DENVER - Those 75,000 Democrats who will pack a football stadium for Barack Obama's convention speech won't be there just to whoop and holler on television. They'll form the world's largest phone bank to boost voter registration: fired-up supporters using computer targeting the campaign has spent months putting together.

The move to the Invesco Field at Mile High stadium for the convention's final night next month - at an additional cost of $5 million - will capture a huge crowd the Obama campaign plans to put to work. They'll be armed with data gleaned through "microtargeting" unregistered voters the campaign thinks are ripe to back Obama if pressed to get on board.

"This convention is going to look different and feel different and be different," says Steve Hildebrand, the Obama adviser overseeing the effort, during a recent visit to Denver. "We're here to win an election, not throw a party."

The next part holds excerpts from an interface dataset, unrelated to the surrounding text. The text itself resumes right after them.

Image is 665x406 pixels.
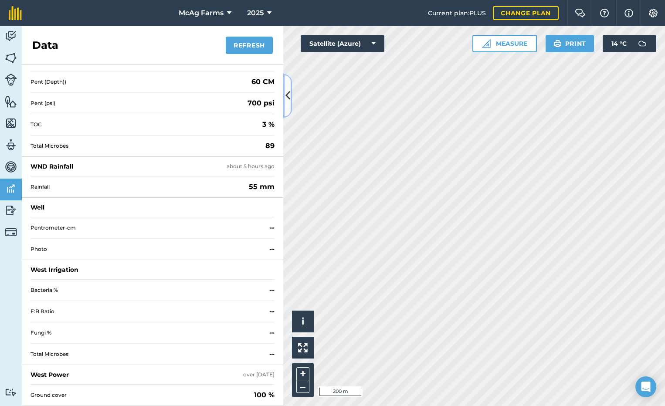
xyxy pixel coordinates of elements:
[633,35,651,52] img: svg+xml;base64,PD94bWwgdmVyc2lvbj0iMS4wIiBlbmNvZGluZz0idXRmLTgiPz4KPCEtLSBHZW5lcmF0b3I6IEFkb2JlIE...
[30,370,69,379] div: West Power
[227,163,274,170] div: about 5 hours ago
[262,119,274,130] strong: 3 %
[30,351,266,358] span: Total Microbes
[545,35,594,52] button: Print
[30,287,266,294] span: Bacteria %
[30,142,262,149] span: Total Microbes
[269,244,274,254] strong: --
[5,30,17,43] img: svg+xml;base64,PD94bWwgdmVyc2lvbj0iMS4wIiBlbmNvZGluZz0idXRmLTgiPz4KPCEtLSBHZW5lcmF0b3I6IEFkb2JlIE...
[22,198,283,260] a: WellPentrometer-cm--Photo--
[226,37,273,54] button: Refresh
[269,349,274,359] strong: --
[269,306,274,317] strong: --
[269,328,274,338] strong: --
[22,365,283,406] a: West Powerover [DATE]Ground cover100 %
[30,203,44,212] div: Well
[30,329,266,336] span: Fungi %
[30,121,259,128] span: TOC
[265,141,274,151] strong: 89
[5,160,17,173] img: svg+xml;base64,PD94bWwgdmVyc2lvbj0iMS4wIiBlbmNvZGluZz0idXRmLTgiPz4KPCEtLSBHZW5lcmF0b3I6IEFkb2JlIE...
[602,35,656,52] button: 14 °C
[428,8,486,18] span: Current plan : PLUS
[30,100,244,107] span: Pent (psi)
[5,182,17,195] img: svg+xml;base64,PD94bWwgdmVyc2lvbj0iMS4wIiBlbmNvZGluZz0idXRmLTgiPz4KPCEtLSBHZW5lcmF0b3I6IEFkb2JlIE...
[301,35,384,52] button: Satellite (Azure)
[251,77,274,87] strong: 60 CM
[611,35,626,52] span: 14 ° C
[493,6,558,20] a: Change plan
[30,308,266,315] span: F:B Ratio
[30,246,266,253] span: Photo
[5,204,17,217] img: svg+xml;base64,PD94bWwgdmVyc2lvbj0iMS4wIiBlbmNvZGluZz0idXRmLTgiPz4KPCEtLSBHZW5lcmF0b3I6IEFkb2JlIE...
[301,316,304,327] span: i
[30,392,250,399] span: Ground cover
[254,390,274,400] strong: 100 %
[249,182,274,192] strong: 55 mm
[269,223,274,233] strong: --
[648,9,658,17] img: A cog icon
[575,9,585,17] img: Two speech bubbles overlapping with the left bubble in the forefront
[292,311,314,332] button: i
[5,74,17,86] img: svg+xml;base64,PD94bWwgdmVyc2lvbj0iMS4wIiBlbmNvZGluZz0idXRmLTgiPz4KPCEtLSBHZW5lcmF0b3I6IEFkb2JlIE...
[5,95,17,108] img: svg+xml;base64,PHN2ZyB4bWxucz0iaHR0cDovL3d3dy53My5vcmcvMjAwMC9zdmciIHdpZHRoPSI1NiIgaGVpZ2h0PSI2MC...
[472,35,537,52] button: Measure
[22,260,283,365] a: West IrrigationBacteria %--F:B Ratio--Fungi %--Total Microbes--
[482,39,491,48] img: Ruler icon
[296,380,309,393] button: –
[30,162,73,171] div: WND Rainfall
[553,38,562,49] img: svg+xml;base64,PHN2ZyB4bWxucz0iaHR0cDovL3d3dy53My5vcmcvMjAwMC9zdmciIHdpZHRoPSIxOSIgaGVpZ2h0PSIyNC...
[30,183,245,190] span: Rainfall
[5,139,17,152] img: svg+xml;base64,PD94bWwgdmVyc2lvbj0iMS4wIiBlbmNvZGluZz0idXRmLTgiPz4KPCEtLSBHZW5lcmF0b3I6IEFkb2JlIE...
[269,285,274,295] strong: --
[30,224,266,231] span: Pentrometer-cm
[179,8,223,18] span: McAg Farms
[30,265,78,274] div: West Irrigation
[5,226,17,238] img: svg+xml;base64,PD94bWwgdmVyc2lvbj0iMS4wIiBlbmNvZGluZz0idXRmLTgiPz4KPCEtLSBHZW5lcmF0b3I6IEFkb2JlIE...
[247,8,264,18] span: 2025
[22,157,283,198] a: WND Rainfallabout 5 hours agoRainfall55 mm
[298,343,308,352] img: Four arrows, one pointing top left, one top right, one bottom right and the last bottom left
[5,117,17,130] img: svg+xml;base64,PHN2ZyB4bWxucz0iaHR0cDovL3d3dy53My5vcmcvMjAwMC9zdmciIHdpZHRoPSI1NiIgaGVpZ2h0PSI2MC...
[243,371,274,378] div: over [DATE]
[30,78,248,85] span: Pent (Depth))
[247,98,274,108] strong: 700 psi
[296,367,309,380] button: +
[635,376,656,397] div: Open Intercom Messenger
[9,6,22,20] img: fieldmargin Logo
[5,51,17,64] img: svg+xml;base64,PHN2ZyB4bWxucz0iaHR0cDovL3d3dy53My5vcmcvMjAwMC9zdmciIHdpZHRoPSI1NiIgaGVpZ2h0PSI2MC...
[599,9,609,17] img: A question mark icon
[624,8,633,18] img: svg+xml;base64,PHN2ZyB4bWxucz0iaHR0cDovL3d3dy53My5vcmcvMjAwMC9zdmciIHdpZHRoPSIxNyIgaGVpZ2h0PSIxNy...
[32,38,58,52] h2: Data
[5,388,17,396] img: svg+xml;base64,PD94bWwgdmVyc2lvbj0iMS4wIiBlbmNvZGluZz0idXRmLTgiPz4KPCEtLSBHZW5lcmF0b3I6IEFkb2JlIE...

One key to Obama's victory plan is to expand the electorate, bringing in more young voters, minorities, suburban women, seniors on fixed incomes and people who have been disaffected by politics and might respond to the freshman Illinois senator's message of change over the more experienced Republican John McCain.

The campaign is convening the 4,439 convention delegates in state-by-state meetings during the next couple of weeks, and they will be asked to commit hours each week before the Nov. 4 election to register voters and persuade them to back Obama. That includes delegates who supported Hillary Rodham Clinton, some of whom still have hard feelings from the primary but are being asked to work diligently for the ticket.

The delegates will be part of a massive audience expected at Invesco on Aug. 28, when Obama becomes the party's first black presidential nominee. The campaign wants to use the hype surrounding the historic moment to build a volunteer force in all 50 states.

The Democrats plan to hand out 60,000 stadium tickets to state party leaders, with instructions to distribute them in a way that helps drive up Obama's support.

"What has won elections for 200 years is a neighbor talking to a neighbor, some peer talking to a peer," said Obama campaign manager David Plouffe. "People need other people to do their validating, especially young voters who are more resistant to ads and mainstream media reports."

Enter the 75,000 people who will have to come hours early for Obama's acceptance speech to get through security, most carrying cell phones. As they settle in their seats, campaign aides will be on stage asking them to text message their friends and use call sheets to get people to register. "There will be a lot of idle time. We put idle people to work," Hildebrand said.